How to Grow the Kitchen Garden Herb Basil (Ocimum Basilicum)
Learn how to grow the kitchen garden herb, basil.
Ocimum basilicum, to give it's Sunday name. is widely used throughout the world, and has many different cultivars, each with a slightly different flavour.
Originally from India, basil is often referred to as "the king of herbs", largely due to its name. Basileus is Greek for king.
Basil is such an amazingly versatile herb. It can be used in loads of different culinary dishes, and is delicious with tomato-basedItalian cooking.
Sweet basil tastes quite different to the normal basil, so you may want to consider growing sweet basil if this type of cooking appeals to you - tomato based sauces from the Mediterranean basin are greatly enhanced by the addition, at the end of cooking time, of sweet basil.
Growing basil is easy too. If you don't have a garden, you can grow your basil seeds in a pot on a sunny window shelf or anywhere else in the house that gets lots of light. An equator-facing window or terrace is ideal
A little light, warmth, compost and water to get your basil seeds off to a flying start.
How to Grow Basil
Position
Any sheltered spot that gets 6 - 8 hours of sunlight a day, is perfect for growing basil. Frost and cold winds will kill your plants.
Location
If growing in pots, fill the pots with a good general purpose compost and scatter a few seeds on the surface. Cover with a very thin layer of compost (to the depth of the seed) and water in well.
Soil preparation
Tilth the ground well so break up the surface and remove weeds and stones. Add a good general purpose fertilizer to the soil before planting basil seeds.
Planting
Your basil seeds should germinate about a week after planting. Thin them out to 6" apart. If you are careful, you can transplant the seedlings for use elsewhere.
Watering and fertilizing
Watering once a week should be sufficient unless the temperatures soar, in which case they are more likely to dry out quickly. More plants die from overwatering than underwatering.
Feed your basil herb plants monthly with a general purpose fertilizer, if your soil is insufficient in nutrients.
Using your basil
Pinch off flower heads as they appear to extend the growing season.
Basil are annuals so will only grow for one season, although some cultivars are perennial in warm climates.
Use as needed. Simply snip off a portion of the plant for use in the kitchen. It will regrow, bushier than before, so use as often as possible.
Harvesting
Snip the whole plant off at the base at the end of the season, and hang upside down in a warm, airy room to dry.
It takes about a week to dry out enough for storage. Check by bending the stem. If its snaps off, it's ready.

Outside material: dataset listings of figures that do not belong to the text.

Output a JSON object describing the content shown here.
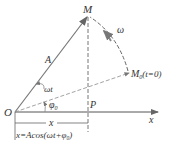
{
  "labels": {
    "M": "M",
    "omega": "ω",
    "A": "A",
    "omega_t": "ωt",
    "phi0": "φ",
    "phi0_sub": "0",
    "O": "O",
    "P": "P",
    "x_axis": "x",
    "M0": "M",
    "M0_sub": "0",
    "M0_cond": "(t=0)",
    "x_span": "x",
    "formula": "x=Acos(ωt+φ",
    "formula_sub": "0",
    "formula_end": ")"
  },
  "colors": {
    "line": "#555555",
    "dashed": "#888888",
    "text": "#333333"
  }
}
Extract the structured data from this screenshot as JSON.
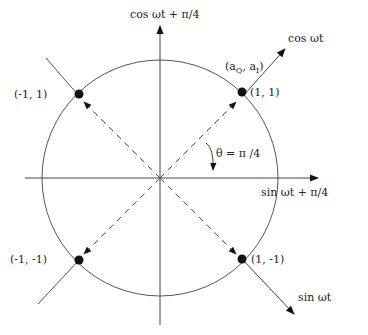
{
  "diagram": {
    "axes": {
      "vertical_label": "cos ωt + π/4",
      "horizontal_label": "sin ωt + π/4",
      "diag_up_label": "cos ωt",
      "diag_down_label": "sin ωt"
    },
    "points": [
      {
        "label": "(1, 1)",
        "x": 1,
        "y": 1
      },
      {
        "label": "(-1, 1)",
        "x": -1,
        "y": 1
      },
      {
        "label": "(-1, -1)",
        "x": -1,
        "y": -1
      },
      {
        "label": "(1, -1)",
        "x": 1,
        "y": -1
      }
    ],
    "vector_label": "(aQ, aI)",
    "vector_label_base": "(a",
    "vector_label_sub1": "Q",
    "vector_label_mid": ", a",
    "vector_label_sub2": "I",
    "vector_label_end": ")",
    "angle_label": "θ = π /4"
  }
}
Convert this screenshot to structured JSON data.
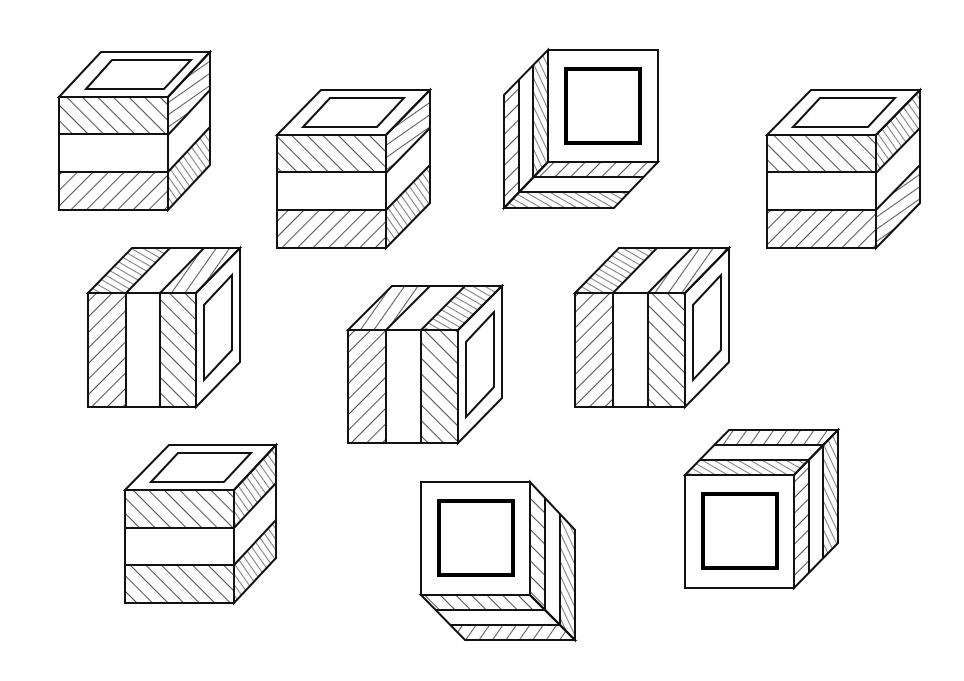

Remove the dried leaves, break them up into little pieces, and bottle for future use in an aritight container.
The leaves can also be frozen instead of drying.
Basil Seed Saving
if you allow your plant to go to flower, the stem will become woody, the plant will mature and the leaves will lose a lot of their pungency. If you live in a cooler climate, at this stage the basil plant is coming to end of its life anyway, and now is a good time to allow the seed to set in their pods. Mature basil seeds are dark brown in color.
You can then save the seed for growing next year.
Storing basil
If you pick more fresh basil from your kitchen garden that what you can use right away, simply pop your washed and dried cut leaves into a plastic bag and place in the refrigerator, where it will keep for longer.
Else you can chop them up, spread them out onto a tray so that each chopped part is separated as much as possible from its neighbor, and pop the tray into the freezer.
When it has frozen, simply put the lot into a freezer bag, and seal. if you freeze without separating it first, you will find that it has all congealed together when you come to use it.
While drying basil, as outlined above, is the easiest way of all, you will find that it loses a lot of its flavours when you come to reconstitute it in cooking.
Basil cultivars
While all basils have a basic pungent taste not dissimilar to cloves, several cultivars have distinctive additions.
Lemon basil has a decidedly citric flavour, sweet basil is sweet like sugar, licorice basil tastes of aniseed, cinnamon basil tastes of cinnamon and the list goes on.
Check out the Wikipedia list of basil cultivars and their uses in various world-wide cuisines.
All in, there are over 30 cultivars for you to choose from, but all of the will carry the name Ocimum basilicum, which is handy to know should you ever shop in foreign countries where the name 'basil' is not used.
In Spanish, basil is known as albahaca, but if you were buying seeds the packet should still say Ocimum basilicum.